I’ve admitted on here before many times that I’m a huge fan of Star Trek First Contact. Ever since it came out in 1996, it has been my favourite Star Trek film. I find much of the writing and acting in it brilliant. Yet, lying in bed last night thinking about it, it struck me that you have to admit that the whole premise of First Contact is rather silly. It’s a film in which a lone maverick inventor – who just happens to be from Montana – manages to build his own rocket, launch it into space, then somehow fly faster than the speed of light before returning safely to Montana. He does this all with the help of just a single assistant, and we do not see any of the detail about how he designed or constructed his spacecraft, or how he got back safely to Earth.
Yesterday, of course, NASA had to call off / postpone the launch of the first Artemis flight due to technical issues. I had been looking forward to writing something on here about it; about how incredibly exciting it was to watch, and how it marked the dawn of a brilliant new period of space exploration. Yet technical problems are technical problems, and the guys at NASA quite rightly won’t go ahead until they are sure everything is safe. Hopefully we’ll watch the launch later this week, yet it rather puts my favourite science fiction film into context: thousands of people from all over the world have worked on Artemis; it has taken years to get to this stage. The spacecraft is one of the most complex systems they have ever constructed; and it’s only an initial trial run, before we get anywhere near putting boots back on the moon. The idea of a lone maverick inventor coming anywhere close to achieving something similar suddenly seems rather absurd.
Of course, fiction is fiction, so we shouldn’t read too much into it. First Contact is essentially just a fantasy story, at the end of the day. Lying in bed last night though, thinking about what had happened at NASA and how much work they had apparently had to put into creating their new rocket, it just suddenly struck me how silly such films are. Science fiction films such as those in the Star Trek franchise have a tendency to gloss over reality sometimes, and to make things look far easier than they actually would be.I suppose events like yesterday make that all the more clear.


Aim of the exercise =
In the data below, how many lines include the word "header"? Give only the number.

(Provided entries)

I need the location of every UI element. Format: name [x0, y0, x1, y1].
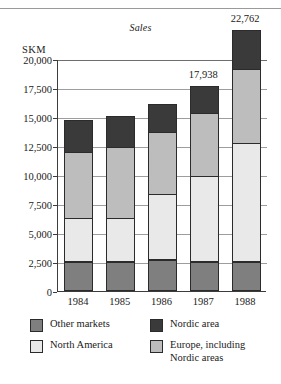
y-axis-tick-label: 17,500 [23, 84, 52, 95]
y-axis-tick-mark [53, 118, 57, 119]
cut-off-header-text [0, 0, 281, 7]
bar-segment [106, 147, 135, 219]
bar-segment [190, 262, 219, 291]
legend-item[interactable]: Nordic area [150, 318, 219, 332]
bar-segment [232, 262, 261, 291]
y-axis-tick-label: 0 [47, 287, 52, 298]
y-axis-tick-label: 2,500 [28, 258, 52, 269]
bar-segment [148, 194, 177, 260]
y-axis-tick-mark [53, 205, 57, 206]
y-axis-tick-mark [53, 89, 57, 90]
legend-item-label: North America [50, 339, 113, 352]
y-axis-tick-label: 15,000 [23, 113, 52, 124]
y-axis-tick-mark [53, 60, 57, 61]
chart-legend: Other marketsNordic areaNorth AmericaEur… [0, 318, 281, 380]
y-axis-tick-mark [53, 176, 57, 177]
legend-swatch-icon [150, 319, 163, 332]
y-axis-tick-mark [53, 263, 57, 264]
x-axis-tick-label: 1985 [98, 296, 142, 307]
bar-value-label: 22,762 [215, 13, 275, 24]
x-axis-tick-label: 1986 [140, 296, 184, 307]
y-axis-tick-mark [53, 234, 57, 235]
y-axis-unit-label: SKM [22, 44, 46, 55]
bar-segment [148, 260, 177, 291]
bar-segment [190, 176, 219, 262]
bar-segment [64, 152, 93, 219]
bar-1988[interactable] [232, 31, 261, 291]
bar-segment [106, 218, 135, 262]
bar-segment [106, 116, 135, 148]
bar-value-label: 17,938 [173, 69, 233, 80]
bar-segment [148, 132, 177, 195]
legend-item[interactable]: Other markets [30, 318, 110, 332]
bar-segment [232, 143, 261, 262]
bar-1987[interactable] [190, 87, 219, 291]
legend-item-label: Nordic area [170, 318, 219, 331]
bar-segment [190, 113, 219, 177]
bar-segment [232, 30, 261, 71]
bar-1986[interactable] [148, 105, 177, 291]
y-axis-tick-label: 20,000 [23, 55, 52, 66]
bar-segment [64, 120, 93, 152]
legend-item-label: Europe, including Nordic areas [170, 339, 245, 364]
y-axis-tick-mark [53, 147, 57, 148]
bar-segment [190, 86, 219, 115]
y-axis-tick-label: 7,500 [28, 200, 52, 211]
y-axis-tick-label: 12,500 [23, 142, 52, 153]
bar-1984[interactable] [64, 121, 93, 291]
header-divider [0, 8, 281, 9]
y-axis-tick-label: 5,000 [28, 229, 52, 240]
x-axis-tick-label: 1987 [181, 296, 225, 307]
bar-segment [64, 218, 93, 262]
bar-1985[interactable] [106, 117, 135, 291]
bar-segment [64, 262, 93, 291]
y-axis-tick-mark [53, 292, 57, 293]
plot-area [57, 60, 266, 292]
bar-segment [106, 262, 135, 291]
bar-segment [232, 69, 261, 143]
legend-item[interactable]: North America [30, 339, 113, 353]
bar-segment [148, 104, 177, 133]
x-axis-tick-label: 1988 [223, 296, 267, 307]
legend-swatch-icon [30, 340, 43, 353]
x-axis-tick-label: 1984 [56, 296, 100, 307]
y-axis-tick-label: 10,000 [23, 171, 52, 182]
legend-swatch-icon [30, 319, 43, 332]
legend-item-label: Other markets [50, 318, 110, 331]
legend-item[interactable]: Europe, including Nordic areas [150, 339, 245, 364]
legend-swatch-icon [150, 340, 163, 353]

(End Provided entries)

Exercise result =
2